Task goal: For the entries below, return the line holding "reading: 38 psi" together with all lines after it, unchanged, and leave every picture out.

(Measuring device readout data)

Segment Open

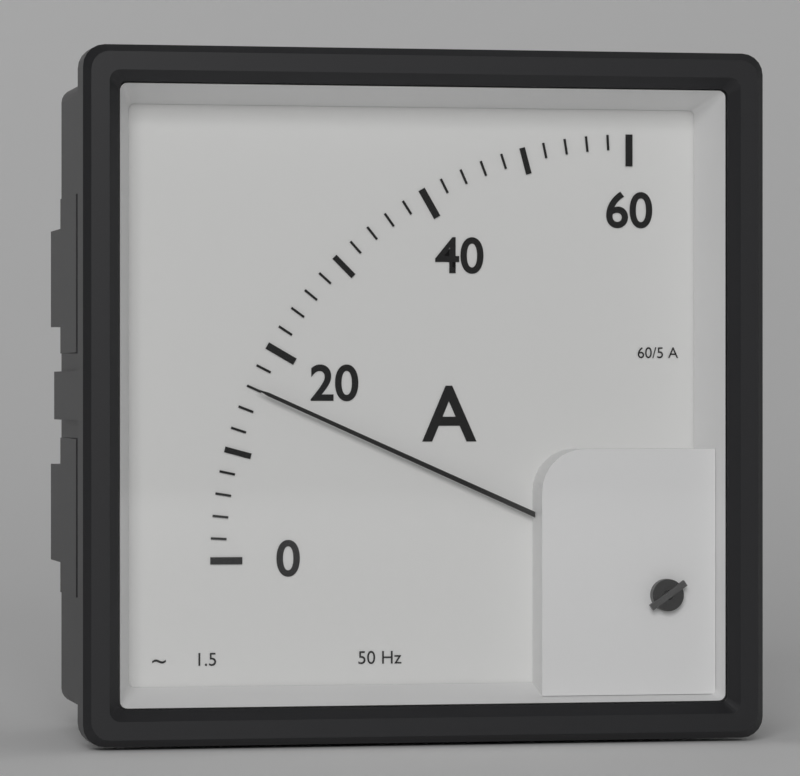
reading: 16 A
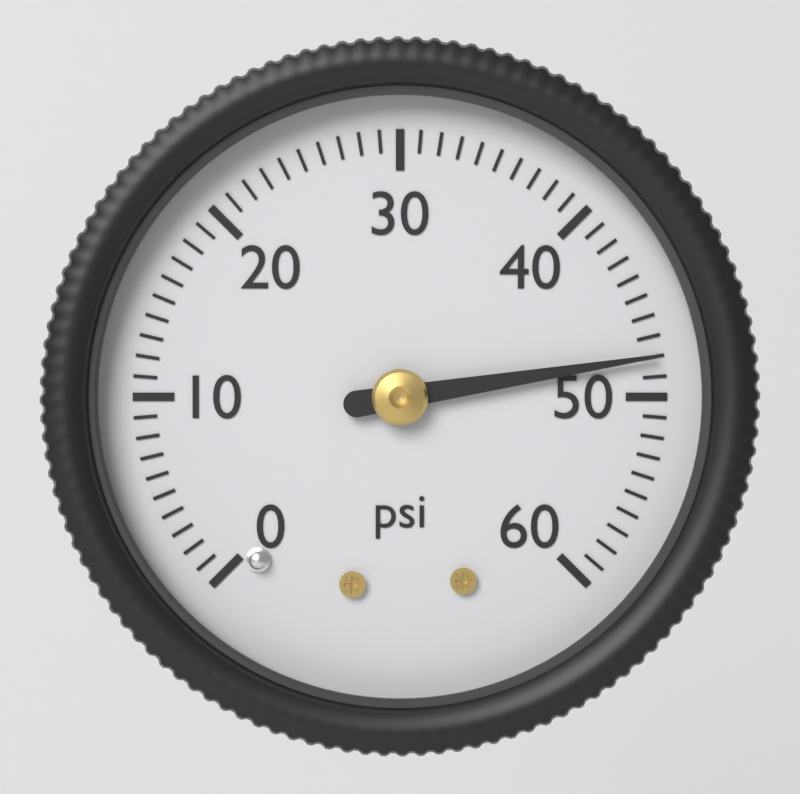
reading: 48 psi
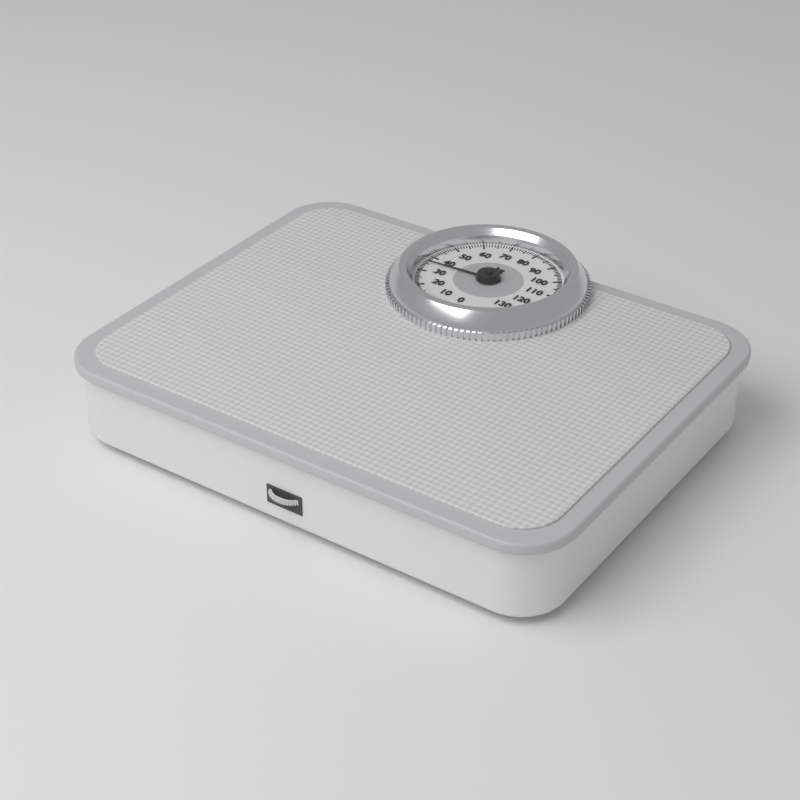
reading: 36 kg
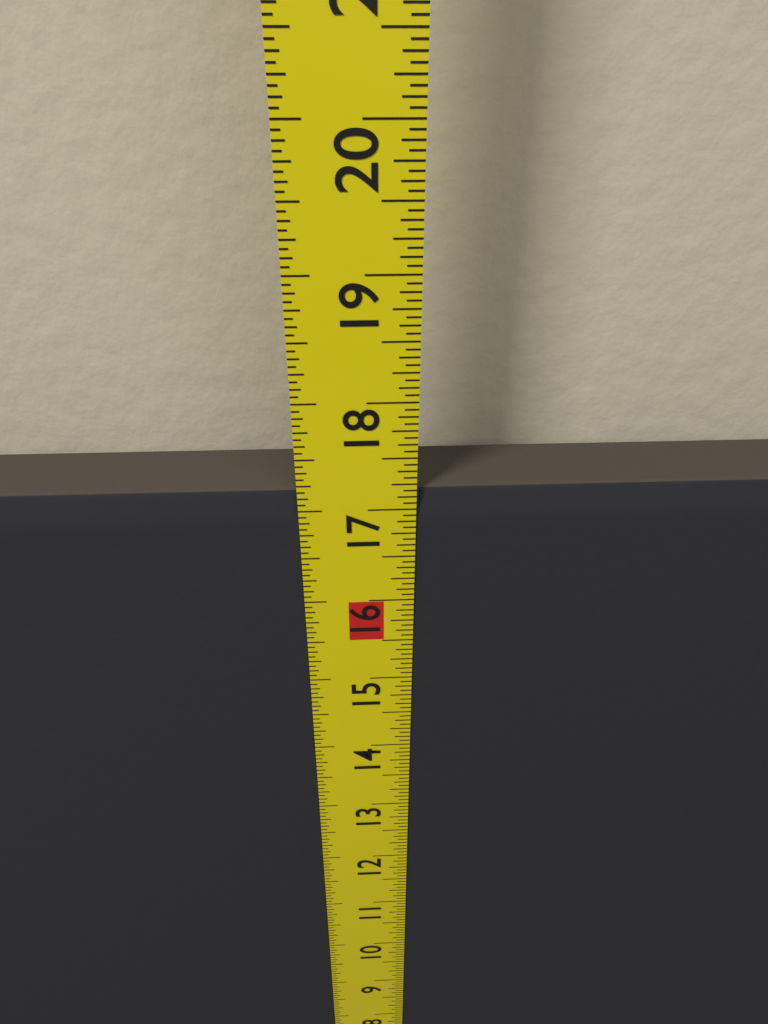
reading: 17.1875 in
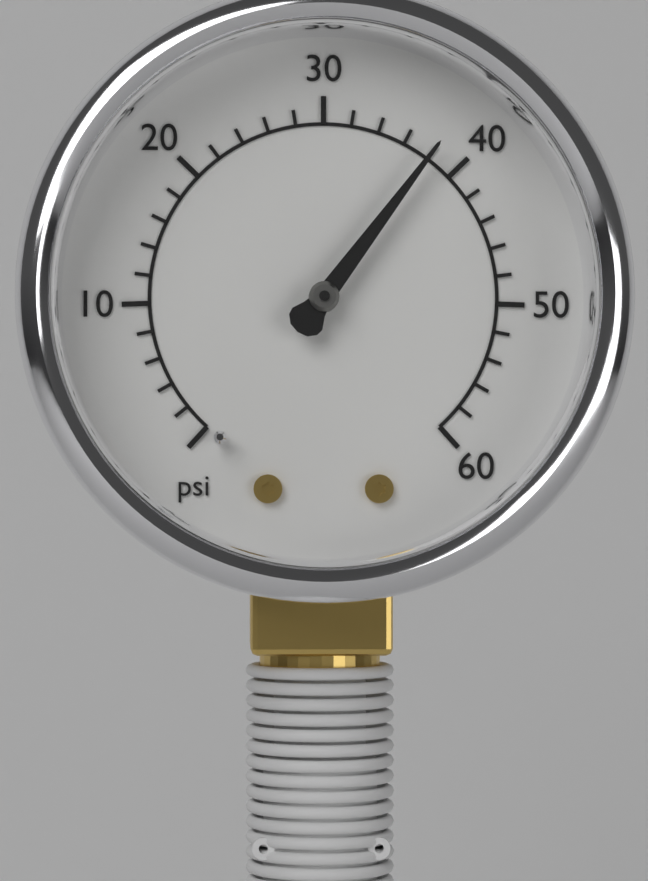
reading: 38 psi
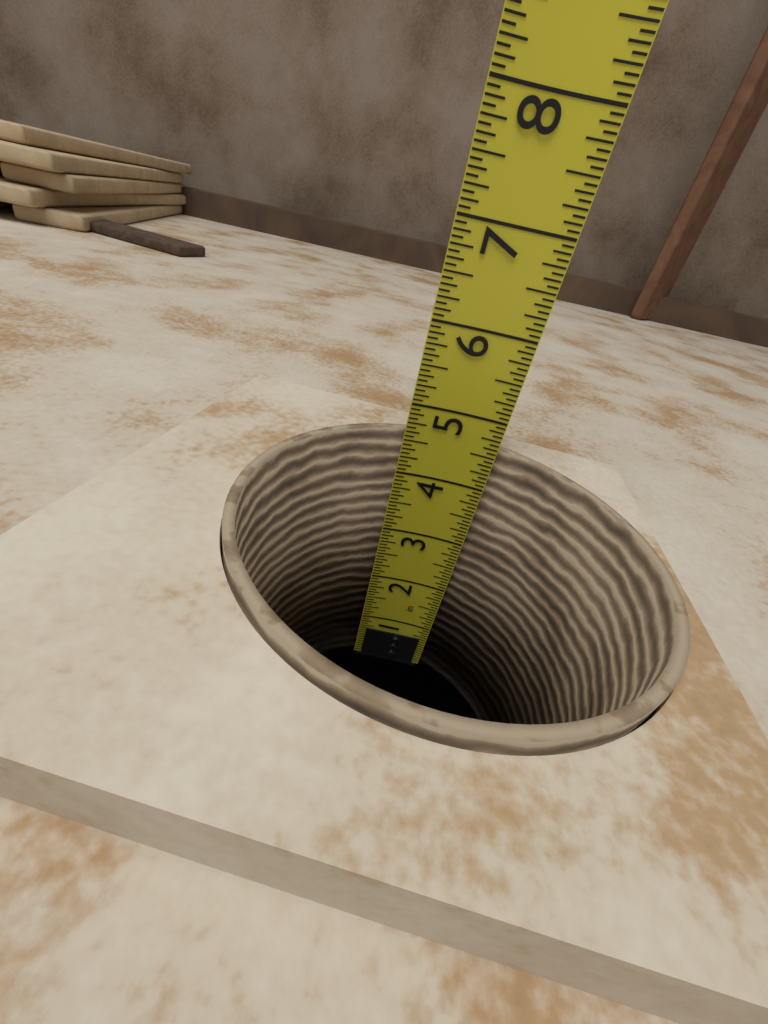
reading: 4.6250 in
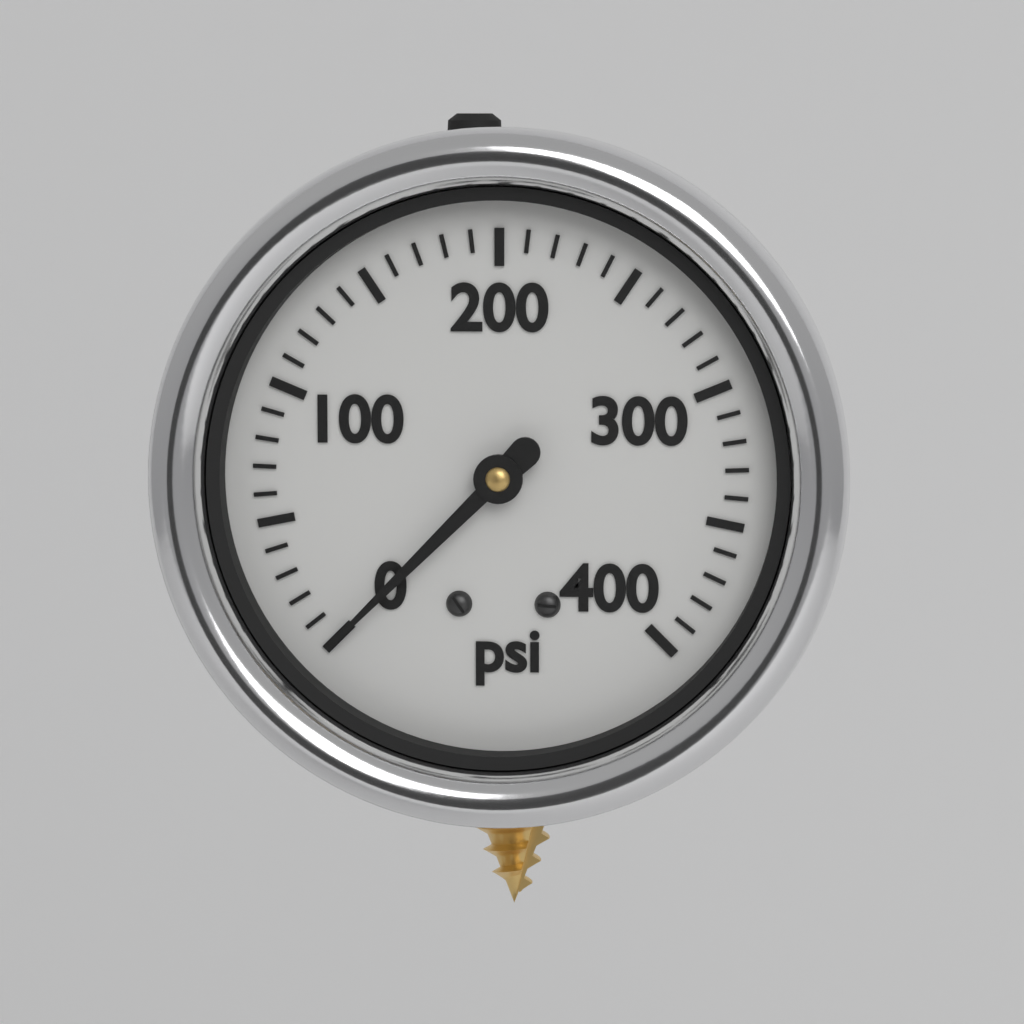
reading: 0 psi
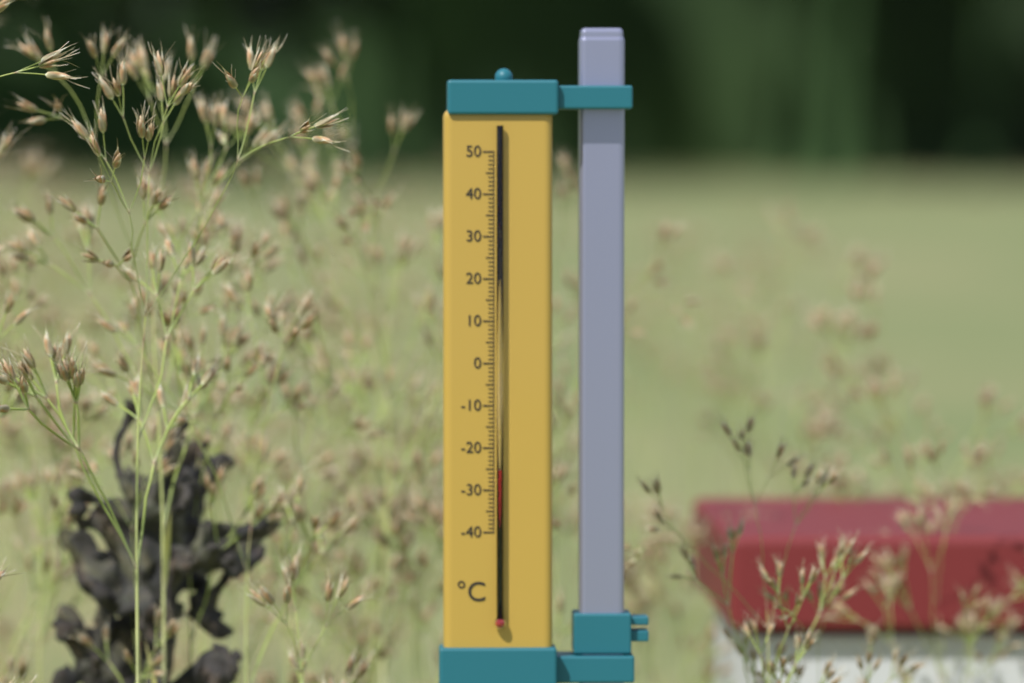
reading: -25 °C
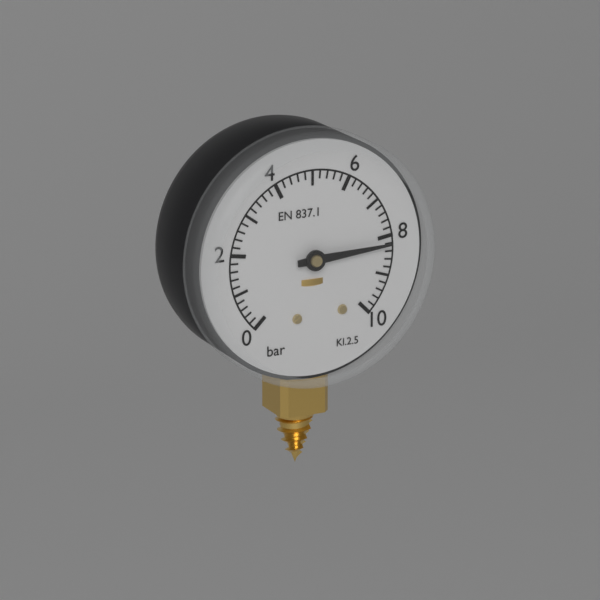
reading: 8.2 bar
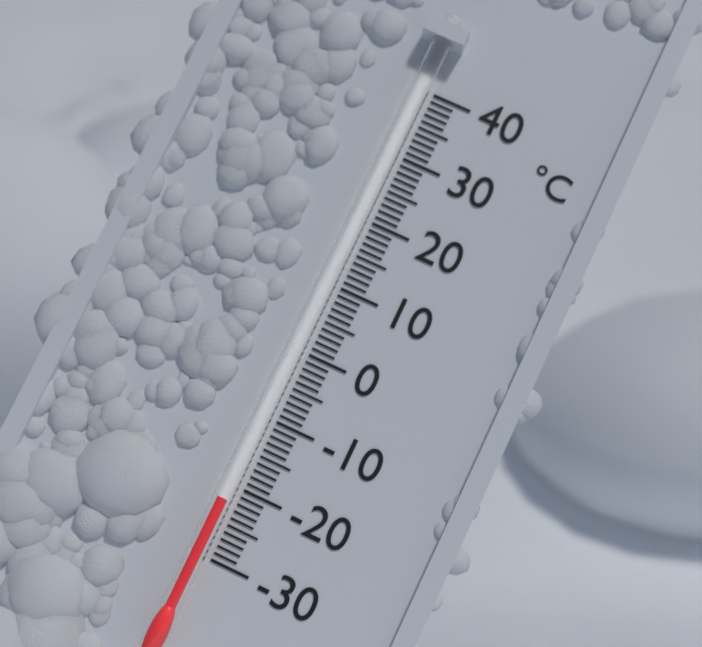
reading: -22 °C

Segment Closed

Response:
reading: 38 psi
reading: 4.6250 in
reading: 0 psi
reading: -25 °C
reading: 8.2 bar
reading: -22 °C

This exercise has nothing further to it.